What Causes a Golf Slice?
A slice happens when the ball curves sharply from left to right (for right-handed golfers). It feels weak, it loses distance, and it is the most common fault among recreational players. The good news: a slice always has a mechanical cause, and mechanical causes can be fixed.
The two primary factors in any curved shot are club path and face angle. Club path is the direction the clubhead travels through the hitting zone. Face angle is where the face is pointing at impact. A slice is caused when the face angle is significantly open relative to the club path — the ball starts left of the path and curves hard to the right.
The 5 Most Common Causes
1. An out-to-in club path. When the club travels from outside the target line to inside on the downswing, the ball starts left and curves right. This path is often caused by the upper body leading the downswing — the shoulders unwind before the hips clear, and the club swings across the body.
2. A weak grip. A grip where both hands are rotated too far toward the target (counterclockwise for right-handers) makes it harder to close the face at impact. The club arrives with an open face, producing the curve.

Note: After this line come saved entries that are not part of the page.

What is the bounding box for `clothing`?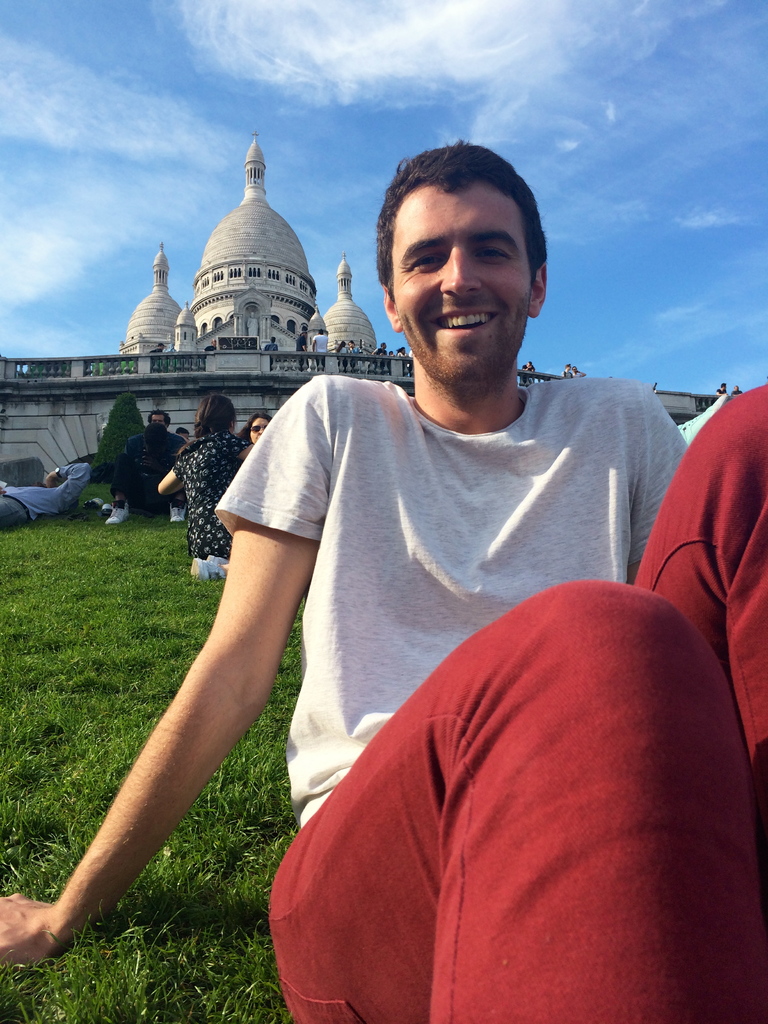
<box>192,335,714,1009</box>.
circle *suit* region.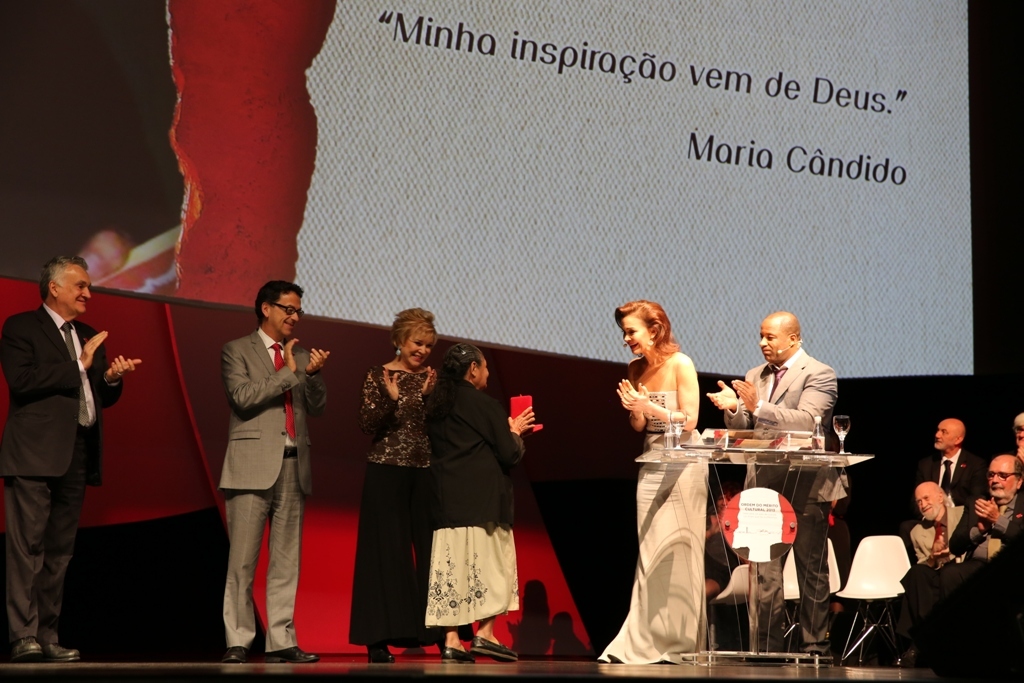
Region: 725, 350, 846, 653.
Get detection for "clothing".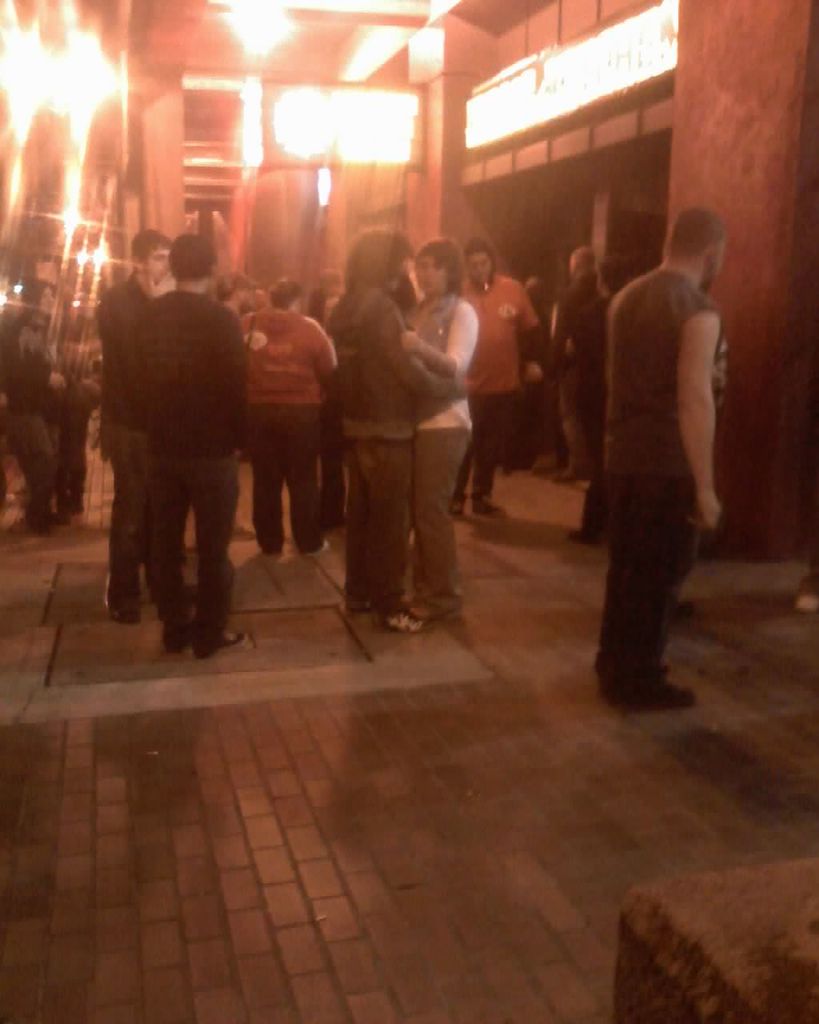
Detection: bbox=[551, 279, 597, 423].
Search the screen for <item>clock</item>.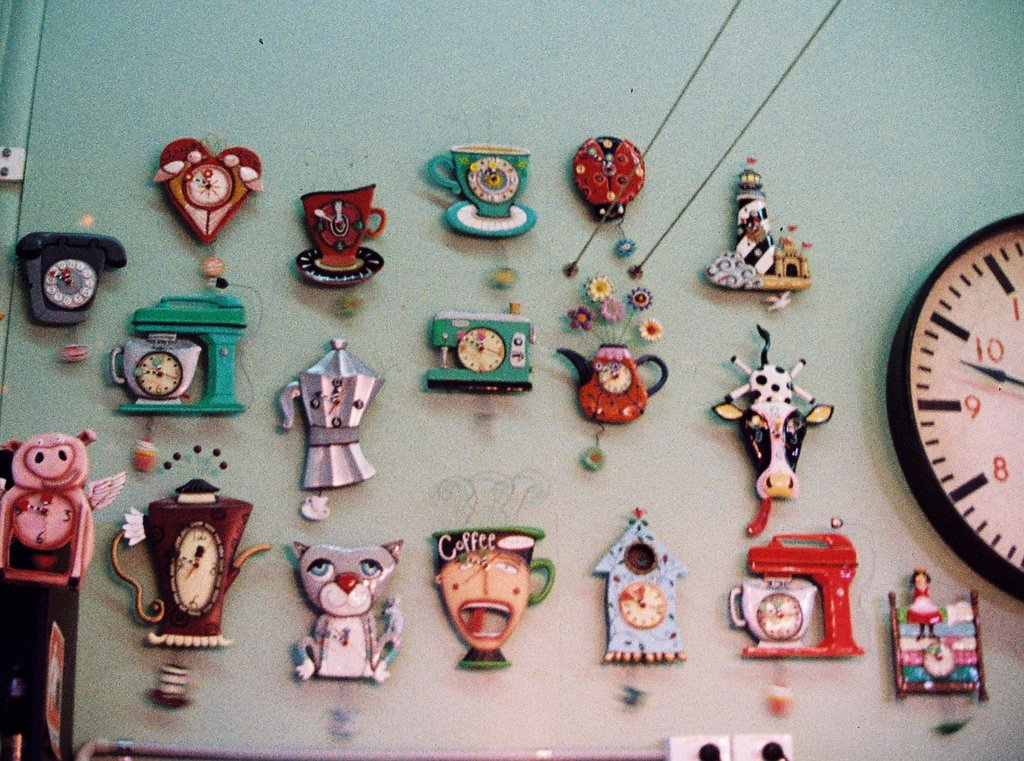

3. Poor weight transfer. Staying too much on the back foot through impact causes the body to get in the way of the swing and forces the club to cut across the ball from outside to inside.
4. Early extension. Standing up out of your posture through the downswing blocks hip rotation. When the hips stall, the arms take over and tend to swing across the ball, creating an out-to-in path.
5. Aiming left as a compensation. Many slicers aim further left to allow for the curve, which actually makes the path worse. The more you aim left, the more outside-to-in your path becomes.
The Club Path vs Face Angle Relationship
Here is the key insight most golfers miss: the face angle has more influence on starting direction than path does. About 75 to 85 percent of where the ball starts comes from face angle. The gap between face angle and path creates the curve.
So if your club path is 5° out-to-in and your face is 8° open, the ball starts right of the path and curves further right — a slice. If your face was only 3° open with the same path, you would get a gentle fade. The goal is to narrow the gap between face and path.
3 Drills to Try
The gate drill: place two tees just wider than the clubhead, one on each side of the ball. Swing through without hitting the tees. This forces an in-to-out or neutral path because an out-to-in swing will clip the outer tee.
The towel drill: place a head cover or folded towel under your right arm (for right-handers) and keep it there through the backswing. This encourages a connected swing that avoids the over-the-top move that creates out-to-in paths.
The face tape test: place impact tape or foot spray on the face before hitting. A slice almost always shows strikes toward the heel — where the face is most open relative to the path.
When to Seek Professional Help
If you have tried these fixes and the slice persists, a few sessions with a qualified instructor who can see your swing in person is worth more than dozens of range sessions alone. A good coach can identify compensations that are hard to see without someone watching you from the right angle.
SwingIQ can give you data-driven evidence of whether your path and face angle are improving between lessons — use it as a supplement to coaching, not a replacement.